The Rover. Image by Matt Nettheim, Sydney Film Festival

In all these films subjectivity is placeless. Protagonists do not have geographic coordinates, no neighbourhoods, or familiar locations.

By far the most extreme example of a placeless subject is Eric, the central protagonist of Australian director David Michod’s second film The Rover, played with unremitting fury by Guy Pearce. Eric is not only without domicile but he has gone feral.

A feral animal is a wild animal that is descended from domesticated individuals. A feral animal is without family, or perhaps even without species. Its wild-ness is “foreign”. It is not in equilibrium with its environment and lives outside of a natural ecology, a force of extinction. Eric avoids contact, will bite with unexpectedly ferocity (and Eric’s first act of violence is shocking). He is sullen and exhausted, he has mangy hair and a twisted gait suggestive of a few too many bitter conflicts.

A feral animal has a past that is illegible in its current environment. We learn that Eric was a farmer, then one day he murdered his wife and her lover, but we learn further that the source of his ontological emptiness stems not from this act but rather from the fact that no-one came after him, no-one tracked him down and brought him to heel – “How could it be that no one came after me?”

The Rover.

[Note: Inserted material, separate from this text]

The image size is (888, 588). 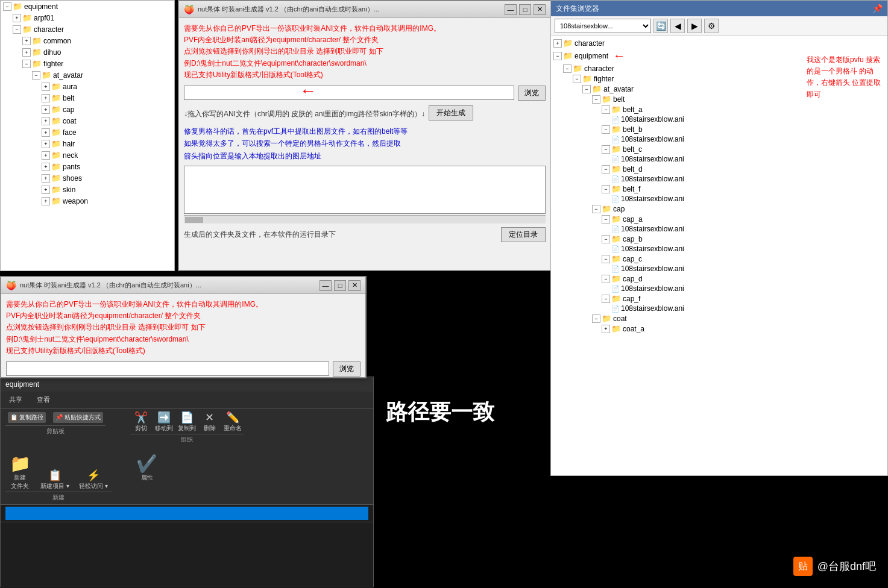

Image by Matt Nettheim, Sydney Film Festival

If this absence of law is a result of the collapse, or an isolated incident is not certain, and the relation between Eric’s fury and the collapse, to my mind, is opaque. Is his life a casualty of the collapse? Is his life a figure of the collapse? Post-apocalyptic films play an intriguing game with meaning and meaninglessness.

I don’t think The Rover adequately relates the internal state of the protagonist to the exterior world. If anything Eric is radically isolated. He represents nothing (but not nothingness). His movement is only given form by a random incident. Eric parks his car by the side of the road and enters a petrol station. Meanwhile three men, one bleeding profusely from a gunshot wound, argue about a fourth man left behind for dead, the brother of the wounded man.

The argument leads to a spectacular accident on the road outside the petrol station. The three men abandon the vehicle, a four wheel drive utility, and steal the nearest car, Eric’s Commodore. Eric then pursues the men in their utility. In a tense confrontation that plays with territorial control, Eric is struck down and awakes beside the utility at another location.

The Rover. Image by Matt Nettheim, Sydney Film Festival

Some time later Eric stops for petrol and discovers a badly wounded man beside the utility. “Where did you get my brother’s car?” the man asks. Eric bundles the young man, the fourth left for dead by the other three into the utility.

This complex set-up, with the exchange of vehicles and therefore of places and identities is undeveloped because there is too much insistence on violent negation, on meaninglessness, despite the attempts to offer clues to a possible future social order. The rest of the film is like going on a road trip with your taciturn father or uncle, it’s not much fun, and somewhat boring.

For a generic reference, The Rover is George Miller’s Mad Max (1979) meets Michael Heneke’s Time of the Wolf (2003), but without the tonal richness of the former or the allegorical power of the latter. Given th at Eric is feral we must also think of films such as Razorback (1984) directed by Russel Mulcahy.

What are Rover’s chances of winning the SFF competition? In my view, rather slim.


The Sydney Film Festival runs until June 15.